By sheer coincidence, while preparing this review I received my January 2021 Gramophone in which Anna Clyne is the contemporary composer of the month introduced by Richard Whitehouse who obviously knows and appreciates Clyne's music. One of his remarks made its mark on me, i.e. that “folk-like elements are a constant though reticent presence”. This most clearly applies to the substantial violin concerto The Seamstress, in which she seems to me to draw on her Celtic roots, something one may also hear in her marvellous cello concerto Dance (AVIE AV2419) which I heard after going through the present release under review. The subliminal program behind the music is both a pencil drawing by William Butler Yeats and his poem A Coat printed in the insert notes and spoken (on tape I suppose) in the course of the work. (Incidentally the otherwise excellent notes do mention the recitation of Keats' poem, which is clearly a typing mistake.) Once again, the music alludes to some folk-like elements, although no folk song is quoted, but the very opening of the piece played by the violin harks back to some folk fiddle traditions. (Incidentally, the notes also tell us that that tune is built on a 12-tone row.) Although not overtly programmatic, the music nevertheless briefly hints at graphic allusions such as small motifs repeated to suggest needlework and the like, but this should not be carried too far for the work as a whole is a beautiful piece of musical poetry and finesse which I for one find most moving in its own way. All in all, The Seamstress is a magnificent work and I hope that it will soon enter the repertoire of enterprising violinists. One may also add that the violin part is quite exacting in technical dexterity and in terms of pure musicality, which Jennifer Koh possesses aplenty.

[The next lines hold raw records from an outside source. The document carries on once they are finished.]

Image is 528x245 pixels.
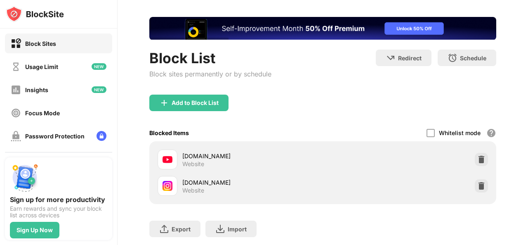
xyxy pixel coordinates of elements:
[11,61,21,72] img: time-usage-off.svg
[163,154,172,164] img: favicons
[6,6,64,22] img: logo-blocksite.svg
[149,17,496,40] iframe: Banner
[172,99,219,106] div: Add to Block List
[149,70,272,78] div: Block sites permanently or by schedule
[10,195,107,203] div: Sign up for more productivity
[25,132,85,139] div: Password Protection
[25,109,60,116] div: Focus Mode
[25,40,56,47] div: Block Sites
[11,85,21,95] img: insights-off.svg
[182,151,323,160] div: [DOMAIN_NAME]
[149,129,189,136] div: Blocked Items
[10,205,107,218] div: Earn rewards and sync your block list across devices
[460,54,486,61] div: Schedule
[182,160,204,168] div: Website
[25,86,48,93] div: Insights
[228,225,247,232] div: Import
[92,63,106,70] img: new-icon.svg
[97,131,106,141] img: lock-menu.svg
[182,178,323,187] div: [DOMAIN_NAME]
[11,108,21,118] img: focus-off.svg
[182,187,204,194] div: Website
[17,227,53,233] div: Sign Up Now
[10,162,40,192] img: push-signup.svg
[25,63,58,70] div: Usage Limit
[398,54,422,61] div: Redirect
[172,225,191,232] div: Export
[439,129,481,136] div: Whitelist mode
[163,181,172,191] img: favicons
[11,131,21,141] img: password-protection-off.svg
[149,50,272,66] div: Block List
[11,38,21,49] img: block-on.svg
[92,86,106,93] img: new-icon.svg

Written during Clyne's tenure as composer-in-residence with the Chicago Symphony Orchestra, Night Ferry was her first large-scale work for full orchestra. It received the endorsement of music director Riccardo Muti whose performance was subsequently issued on the orchestra's in-house label. As Richard Whitehouse comments in Gramophone, “Muti was doubtless attracted to music whose virtuosity tests even an outfit of the CSO's abilities yet whose intricacies are never at the expense of sonic allure or visceral immediacy”. As far as I am concerned, I think that “sonic allure” and “visceral immediacy” aptly describe Anna Clyne's music. Again, the background of the work is to be found in some extra-musical stimuli. The work was commissioned by the Chicago Symphony Orchestra to be performed alongside music by Schubert. It is well known that Schubert suffered from cyclothymia characterised by violent mood swings and bouts of manic creativity. Reflecting this, “Clyne wrote a piece about stormy voyages in space and of the mind” (Corinna Fonseca-Wohlheim in her insert notes). The piece opens as an agitated stormy seascape forcefully swelling up and down punctuated by often strident brass and percussive assaults momentarily pausing in a section of insistent basses and pounding drums. Eventually, as in This Midnight Hour, the music seems willing to settle into a peaceful - though ambiguous - chorale. The title of the piece comes from Seamus Heaney's Elegy for Robert Lowell who also suffered from manic depression:

“You were our Night Ferry/thudding in a big sea...” Night Ferry is yet another powerful score and a splendid example of Anne Clyne's imaginative and ear-catching music. In <<rewind<<, the music rarely pauses and is propelled with almost unstoppable energy. It again contrasts low and high registers (which seems to be one of Clyne's hallmarks) in an unrelenting pulsation till the music's pace briefly slows down before resuming its implacable rush forward.

These superb works receive committed readings from all concerned and, besides singling out the BBC Symphony Orchestra playing at its customary best, I would like to draw attention to Jennifer Koh's impressive take on the violin part in The Seamstress, one of the gems in this collection. I hope that many will derive as much musical pleasure from this very fine release as I have, and that it will not take too long before more of Clyne's orchestral music is committed to disc.